The project hasn't been updated in a couple of months, and it breaks Ethernet bridging, but the idea of running Linux on a sleek little gadget from Apple is still geeky enough to be interesting.
The Airport is great, but to configure it you need to be running OS 9 or X - horrid news for a high school that I was working at a few months ago. Every machine was running OS 8.6, including the one teacher-owned laptop. Every student-owned laptop was Windows-based.
I brought in my laptop (which runs Debian) and gave the Airport Base Station Configurator a try, but to no avail.
So - cool device, but it needs to be easier to configure or modify.
The US Army: promoting democracy through unquestioned obedience
... you've gotten to the core of the problem. It's very appeeling .... it will be interesting to see what results stem from this research.
Infuriate left and right
We all know it's truly the Gremlins running on the Gremlin wheels that make apple products go (or sprites if u have the sprite model)
This article is a falsification designed to bring about doubt among the ranks of the faithful! Do not stumble down the path of blasphemy!
"I don't care about the Constitution!" --Bill O'Reilly, November 17, 2009
Oh, wait.
Free Java games for your phone: Tontie, Sokoban
...so this guy buys an Apple Airport for his sister, gives it to her as a birthday present, then dismantles it with his handy-dandy toolkit?
Ah, there's nothing like the warm glow that comes from the giving of gifts.
404 Not Found: No such file or resource as '.sig'
I've seen those for years in Macs, same with NEC, TI, etc. Apple have often used AMD chips for their ethernet controllers on previous PowerMacs. There were AMD chips on some Quadra logic boards. Nothing new here or surprising, really.
If he explores all forms and substances Straight homeward to their symbol-essences; He shall not die.
$400 is two week's pay (take home) for some of us technicians though. If you live on your own or with a roomate it can take months to save $400 up.
I just saved up for a month and got a Pentium III 1Ghz CPU for $90, now I have to rummage the house for spare change to get gas to go to work.
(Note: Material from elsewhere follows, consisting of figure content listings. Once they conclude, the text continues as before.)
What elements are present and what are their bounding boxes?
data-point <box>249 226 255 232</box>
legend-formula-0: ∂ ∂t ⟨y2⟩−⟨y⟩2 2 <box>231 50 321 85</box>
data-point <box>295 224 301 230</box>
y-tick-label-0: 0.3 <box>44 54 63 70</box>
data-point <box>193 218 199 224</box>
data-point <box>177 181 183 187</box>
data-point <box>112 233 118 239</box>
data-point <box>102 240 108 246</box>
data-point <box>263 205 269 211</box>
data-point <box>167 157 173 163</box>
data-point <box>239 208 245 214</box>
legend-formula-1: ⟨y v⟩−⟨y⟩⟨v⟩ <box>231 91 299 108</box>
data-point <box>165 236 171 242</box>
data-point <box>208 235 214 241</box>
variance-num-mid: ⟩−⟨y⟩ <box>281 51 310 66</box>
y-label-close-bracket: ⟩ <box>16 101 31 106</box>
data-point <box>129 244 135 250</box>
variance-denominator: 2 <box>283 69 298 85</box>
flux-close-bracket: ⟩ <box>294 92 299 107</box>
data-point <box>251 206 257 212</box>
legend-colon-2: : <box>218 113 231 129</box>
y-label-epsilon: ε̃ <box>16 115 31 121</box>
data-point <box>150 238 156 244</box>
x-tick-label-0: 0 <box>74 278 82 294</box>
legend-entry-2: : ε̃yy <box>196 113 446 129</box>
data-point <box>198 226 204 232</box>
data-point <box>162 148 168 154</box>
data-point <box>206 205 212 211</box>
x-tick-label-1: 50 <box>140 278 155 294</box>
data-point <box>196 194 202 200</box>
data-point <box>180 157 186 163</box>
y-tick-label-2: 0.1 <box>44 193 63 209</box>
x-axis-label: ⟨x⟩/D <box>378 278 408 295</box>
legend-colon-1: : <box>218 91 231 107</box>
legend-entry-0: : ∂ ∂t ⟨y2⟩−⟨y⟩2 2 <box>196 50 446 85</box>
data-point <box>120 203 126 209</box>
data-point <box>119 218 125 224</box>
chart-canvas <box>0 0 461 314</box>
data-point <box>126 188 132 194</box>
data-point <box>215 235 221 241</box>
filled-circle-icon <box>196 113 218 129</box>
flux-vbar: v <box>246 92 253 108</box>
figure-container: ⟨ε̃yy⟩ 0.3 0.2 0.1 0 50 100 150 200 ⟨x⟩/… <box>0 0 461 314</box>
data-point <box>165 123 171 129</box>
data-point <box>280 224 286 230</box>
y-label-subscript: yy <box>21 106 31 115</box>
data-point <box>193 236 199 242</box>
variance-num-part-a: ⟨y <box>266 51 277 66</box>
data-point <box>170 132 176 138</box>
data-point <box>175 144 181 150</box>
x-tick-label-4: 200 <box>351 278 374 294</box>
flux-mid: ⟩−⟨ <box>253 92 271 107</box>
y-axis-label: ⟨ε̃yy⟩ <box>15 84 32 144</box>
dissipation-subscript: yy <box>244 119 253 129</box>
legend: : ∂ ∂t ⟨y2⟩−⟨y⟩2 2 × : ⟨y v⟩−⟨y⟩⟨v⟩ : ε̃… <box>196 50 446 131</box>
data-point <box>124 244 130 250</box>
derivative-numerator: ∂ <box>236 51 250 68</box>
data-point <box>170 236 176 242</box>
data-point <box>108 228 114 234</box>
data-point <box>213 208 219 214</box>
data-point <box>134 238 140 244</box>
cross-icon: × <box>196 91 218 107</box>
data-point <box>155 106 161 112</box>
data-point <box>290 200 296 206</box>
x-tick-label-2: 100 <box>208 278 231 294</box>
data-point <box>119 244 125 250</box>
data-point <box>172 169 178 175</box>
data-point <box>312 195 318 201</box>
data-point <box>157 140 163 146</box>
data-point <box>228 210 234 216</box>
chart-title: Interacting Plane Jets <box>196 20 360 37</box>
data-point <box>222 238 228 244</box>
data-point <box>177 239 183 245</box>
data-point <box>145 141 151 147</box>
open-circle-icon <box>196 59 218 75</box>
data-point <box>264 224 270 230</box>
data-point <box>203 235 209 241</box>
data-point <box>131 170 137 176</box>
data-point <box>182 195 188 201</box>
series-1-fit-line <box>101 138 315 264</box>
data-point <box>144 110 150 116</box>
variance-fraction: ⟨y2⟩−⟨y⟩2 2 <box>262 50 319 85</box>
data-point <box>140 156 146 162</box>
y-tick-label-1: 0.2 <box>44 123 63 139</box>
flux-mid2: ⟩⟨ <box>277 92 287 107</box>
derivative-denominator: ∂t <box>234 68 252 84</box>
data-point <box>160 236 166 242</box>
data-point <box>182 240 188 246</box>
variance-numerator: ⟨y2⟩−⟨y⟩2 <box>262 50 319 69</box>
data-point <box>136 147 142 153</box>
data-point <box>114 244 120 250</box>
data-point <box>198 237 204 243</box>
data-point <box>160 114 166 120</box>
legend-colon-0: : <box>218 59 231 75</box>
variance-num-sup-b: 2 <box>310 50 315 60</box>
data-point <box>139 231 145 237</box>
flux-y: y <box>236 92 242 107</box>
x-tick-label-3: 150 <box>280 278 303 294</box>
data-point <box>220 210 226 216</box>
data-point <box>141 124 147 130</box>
"Sometimes, I think Trent just needs a cup of hot chocolate and a blankie." -Tori Amos on Nine Inch Nails
I believe AMD was (and still is) one of the top flash memory vendors around. (Intel happens to be too...)
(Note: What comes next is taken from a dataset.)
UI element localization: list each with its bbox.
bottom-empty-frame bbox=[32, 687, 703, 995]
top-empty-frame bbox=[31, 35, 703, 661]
As someone else said, AMD started in other markets. CPUs are something "new" to them. Even if AMD gets creamed in the CPU market for a few years, they'll still be around. It's not like 3Dfx who had nothing to fall back on other than their 3D accelerator chips - x86 CPUs are just one part of AMD's business, they're involved in a LOT of other areas and always have been, even before they made CPUs.
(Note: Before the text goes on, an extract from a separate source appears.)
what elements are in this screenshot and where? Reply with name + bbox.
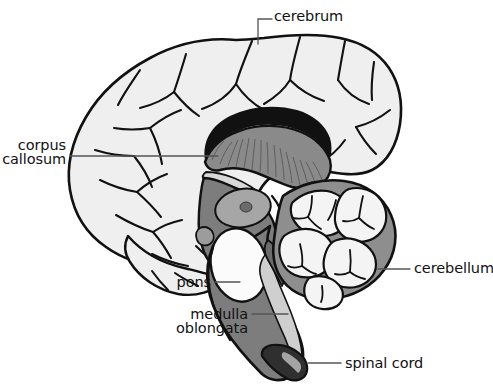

Even if Apple and AMD were intense competitors, I wouldn't be that surprised to see an AMD chip in an Apple product. Sometimes using the best chip for a job involves buying from your competitor. This was the case with Lucent Microelectronics - Some of their largest customers were intense competitors of theirs in the optical networking business. (Such as Cisco). This was eventually one of the main reasons for spinning the microelectronics division off into Agere. Many years ago I saw a Lucent FPGA on a telephone interface board in a Nortel product. At that time, Lucent was one of the top FPGA and DSP vendors in the world.
retrorocket.o not found, launch anyway?
Reverse engineering a product (or software) in and of itself is not a violation of the DMCA. Only reverse engineering for the purpose of "circumventing a technological measure" in defeating copyright protection is in violation.
In other words, feel free to open up a base station yourself -- just don't try to decrypt anything meant to protect copyright (I don't think anything meets this criteria inside a base station).
Yowzers, and didn't that title just set off every keyword monitor at the NSA.
I can actually envision some poor computer at the NSA literally having kittens.
The modern liberal is engaged in one of man's oldest exercises in moral philosophy; that is, the search for a superior moral justification for freeloading off of his countrymen.